Fed rate decision mortgage rates outlook for June 2026: how the unchanged policy and 4.4% 10-year yield are shaping 30-year fixed rates at 6.49%.
The Federal Open Market Committee meets June 29–30, 2026, against a backdrop of steady policy. Markets widely expect the target range for the federal funds rate to remain 4.25–4.50 percent, matching the January 2026 decision when the Fed also left rates unchanged. While the federal funds rate itself does not set mortgage pricing, the meeting still matters because it shapes expectations for the 10-year Treasury yield—the benchmark most closely tied to fixed-rate mortgages.
Fixed-rate mortgages price off the 10-year Treasury plus a spread that reflects credit, prepayment, and liquidity risk. As of the latest FRED release (June 25, 2026), the 10-year Treasury stood at 4.4 percent, producing a 2.09 percent spread to the 30-year fixed mortgage rate of 6.49 percent. Historical data show this spread typically ranges between 1.6 and 2.3 percent; any material widening or narrowing after the June decision will move borrower quotes faster than changes in the federal funds rate.
| Metric | Rate | Source |
|---|---|---|
| 30-Year Fixed Mortgage | 6.49% | FRED |
| 15-Year Fixed Mortgage | N/A | FRED |
| 10-Year Treasury Yield | 4.40% | FRED |
| Mortgage-Treasury Spread | 2.09% | Calculated |
These figures are essentially unchanged from early June, indicating that investors have already priced in a hold at the June meeting.
Rate sheets in high-cost states continue to track national averages closely. In California metro areas such as Los Angeles and San Francisco, conforming 30-year quotes averaged 6.51–6.55 percent on June 25, while Texas markets (Dallas-Fort Worth and Austin) printed 6.46–6.48 percent—both within two basis points of the FRED 6.49 percent print. Lenders in lower-cost Midwest states such as Ohio and Indiana showed slightly tighter spreads, averaging 6.42 percent, reflecting lower origination volumes and servicing costs.
The June 30 dot plot and Chair Powell’s press conference will be parsed for any shift in the median 2026 or 2027 rate projection. A hawkish surprise that pushes the 10-year Treasury above 4.55 percent could lift 30-year mortgage rates toward 6.65–6.70 percent within days. Conversely, language that keeps a July or September cut on the table may compress the 10-year yield toward 4.25 percent and bring mortgage rates back under 6.40 percent.
Fed-funds futures currently assign a 68 percent probability to at least one 25-basis-point cut by December 2026. Mortgage-backed security option-adjusted spreads have remained stable near 45 basis points, suggesting that volatility rather than direction will dominate near-term price action. Borrowers can therefore expect two to four weeks of range-bound 30-year quotes around the current 6.49 percent level unless the post-meeting reaction moves the 10-year Treasury outside the 4.30–4.50 percent band.
With the Fed widely expected to hold rates steady on June 30, the June 2026 decision is unlikely to trigger an immediate repricing of 30-year mortgages away from the prevailing 6.49 percent FRED print. The more relevant signal will be any change in the 10-year Treasury yield and the implied path for future cuts. Homebuyers and refinancers can run live scenarios at HomeRates.ai to see how even a 10-basis-point swing in the 10-year yield would affect monthly payments under today’s 6.49 percent 30-year fixed rate.
FRED data, market analysis, and refi alerts — weekly, no spam.
No spam. Unsubscribe any time.
See how today's rates affect your real numbers — run a live mortgage scenario instantly.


**Task to complete:**
Check every line of the entries below for the word "Erscheinungsjahr", and copy the ones that have it.

**Records from a collection of figures:**
──────────────────────────────

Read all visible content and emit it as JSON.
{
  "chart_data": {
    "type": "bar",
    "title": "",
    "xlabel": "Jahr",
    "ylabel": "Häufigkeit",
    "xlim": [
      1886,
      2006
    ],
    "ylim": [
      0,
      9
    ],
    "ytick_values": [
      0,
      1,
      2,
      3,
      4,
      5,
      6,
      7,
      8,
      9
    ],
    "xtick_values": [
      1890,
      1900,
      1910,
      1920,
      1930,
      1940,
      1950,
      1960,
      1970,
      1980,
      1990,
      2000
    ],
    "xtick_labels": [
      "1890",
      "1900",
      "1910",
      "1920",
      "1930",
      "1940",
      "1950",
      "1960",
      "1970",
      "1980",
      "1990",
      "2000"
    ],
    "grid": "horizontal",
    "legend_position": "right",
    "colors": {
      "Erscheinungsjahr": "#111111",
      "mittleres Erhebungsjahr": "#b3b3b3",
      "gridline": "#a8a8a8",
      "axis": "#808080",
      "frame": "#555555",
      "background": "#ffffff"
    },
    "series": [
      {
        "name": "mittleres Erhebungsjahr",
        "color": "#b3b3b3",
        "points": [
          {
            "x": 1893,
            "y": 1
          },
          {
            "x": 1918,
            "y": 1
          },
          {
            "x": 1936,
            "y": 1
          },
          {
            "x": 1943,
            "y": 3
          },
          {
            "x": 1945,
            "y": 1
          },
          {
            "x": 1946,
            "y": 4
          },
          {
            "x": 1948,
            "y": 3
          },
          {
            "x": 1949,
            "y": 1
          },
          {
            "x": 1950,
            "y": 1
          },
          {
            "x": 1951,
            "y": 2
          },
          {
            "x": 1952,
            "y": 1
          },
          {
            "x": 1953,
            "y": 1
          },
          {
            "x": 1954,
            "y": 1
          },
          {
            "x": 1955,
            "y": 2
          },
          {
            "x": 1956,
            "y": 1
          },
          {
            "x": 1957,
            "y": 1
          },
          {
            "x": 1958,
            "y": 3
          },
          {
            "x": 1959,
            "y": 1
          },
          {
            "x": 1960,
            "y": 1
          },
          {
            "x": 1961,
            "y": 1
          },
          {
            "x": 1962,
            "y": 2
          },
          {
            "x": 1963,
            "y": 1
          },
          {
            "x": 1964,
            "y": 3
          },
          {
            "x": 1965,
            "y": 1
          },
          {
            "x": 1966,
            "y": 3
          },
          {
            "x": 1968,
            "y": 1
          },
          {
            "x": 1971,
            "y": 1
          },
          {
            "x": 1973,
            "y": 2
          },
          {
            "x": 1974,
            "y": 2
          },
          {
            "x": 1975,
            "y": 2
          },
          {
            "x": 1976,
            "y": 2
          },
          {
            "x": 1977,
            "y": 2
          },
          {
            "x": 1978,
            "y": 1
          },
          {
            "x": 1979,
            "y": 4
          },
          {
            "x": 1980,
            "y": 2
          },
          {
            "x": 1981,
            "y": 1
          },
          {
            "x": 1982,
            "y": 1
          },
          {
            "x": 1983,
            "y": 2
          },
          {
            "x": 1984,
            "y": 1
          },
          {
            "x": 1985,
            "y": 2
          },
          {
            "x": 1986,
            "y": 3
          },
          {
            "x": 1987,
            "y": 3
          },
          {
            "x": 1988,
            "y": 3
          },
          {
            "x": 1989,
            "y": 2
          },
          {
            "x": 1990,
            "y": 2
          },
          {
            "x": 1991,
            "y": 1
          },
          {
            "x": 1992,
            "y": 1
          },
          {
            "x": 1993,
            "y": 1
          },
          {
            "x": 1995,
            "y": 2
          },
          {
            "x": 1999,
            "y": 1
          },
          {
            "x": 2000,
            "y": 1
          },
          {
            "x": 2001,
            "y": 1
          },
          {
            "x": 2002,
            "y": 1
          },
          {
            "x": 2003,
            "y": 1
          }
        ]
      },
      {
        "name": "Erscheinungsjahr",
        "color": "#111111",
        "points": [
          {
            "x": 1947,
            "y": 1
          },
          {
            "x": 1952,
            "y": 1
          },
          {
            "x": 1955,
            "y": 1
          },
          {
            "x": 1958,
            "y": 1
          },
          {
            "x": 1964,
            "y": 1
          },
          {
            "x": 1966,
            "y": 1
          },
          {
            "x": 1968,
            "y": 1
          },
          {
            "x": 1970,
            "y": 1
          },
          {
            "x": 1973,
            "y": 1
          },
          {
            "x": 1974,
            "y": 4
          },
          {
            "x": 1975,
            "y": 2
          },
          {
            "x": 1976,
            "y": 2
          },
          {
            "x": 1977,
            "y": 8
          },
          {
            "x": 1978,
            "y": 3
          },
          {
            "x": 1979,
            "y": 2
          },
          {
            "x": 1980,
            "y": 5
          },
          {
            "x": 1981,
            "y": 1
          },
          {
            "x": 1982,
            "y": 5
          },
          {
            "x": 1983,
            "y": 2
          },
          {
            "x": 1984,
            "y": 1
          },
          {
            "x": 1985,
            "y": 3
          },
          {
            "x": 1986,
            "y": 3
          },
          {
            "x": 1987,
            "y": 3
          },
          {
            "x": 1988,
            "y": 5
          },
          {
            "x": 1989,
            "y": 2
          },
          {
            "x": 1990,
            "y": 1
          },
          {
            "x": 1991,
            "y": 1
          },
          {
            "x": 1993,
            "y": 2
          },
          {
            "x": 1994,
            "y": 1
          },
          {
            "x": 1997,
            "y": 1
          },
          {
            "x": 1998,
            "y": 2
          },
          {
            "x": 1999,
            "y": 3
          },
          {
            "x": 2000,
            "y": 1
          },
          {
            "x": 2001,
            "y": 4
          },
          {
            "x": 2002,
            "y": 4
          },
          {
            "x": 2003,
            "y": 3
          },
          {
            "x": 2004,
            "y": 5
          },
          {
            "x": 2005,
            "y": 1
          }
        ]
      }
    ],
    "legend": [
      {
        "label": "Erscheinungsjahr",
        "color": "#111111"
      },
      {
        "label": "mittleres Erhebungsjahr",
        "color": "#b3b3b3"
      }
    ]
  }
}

──────────────────────────────

**Task solution:**
      "Erscheinungsjahr": "#111111",
        "name": "Erscheinungsjahr",
        "label": "Erscheinungsjahr",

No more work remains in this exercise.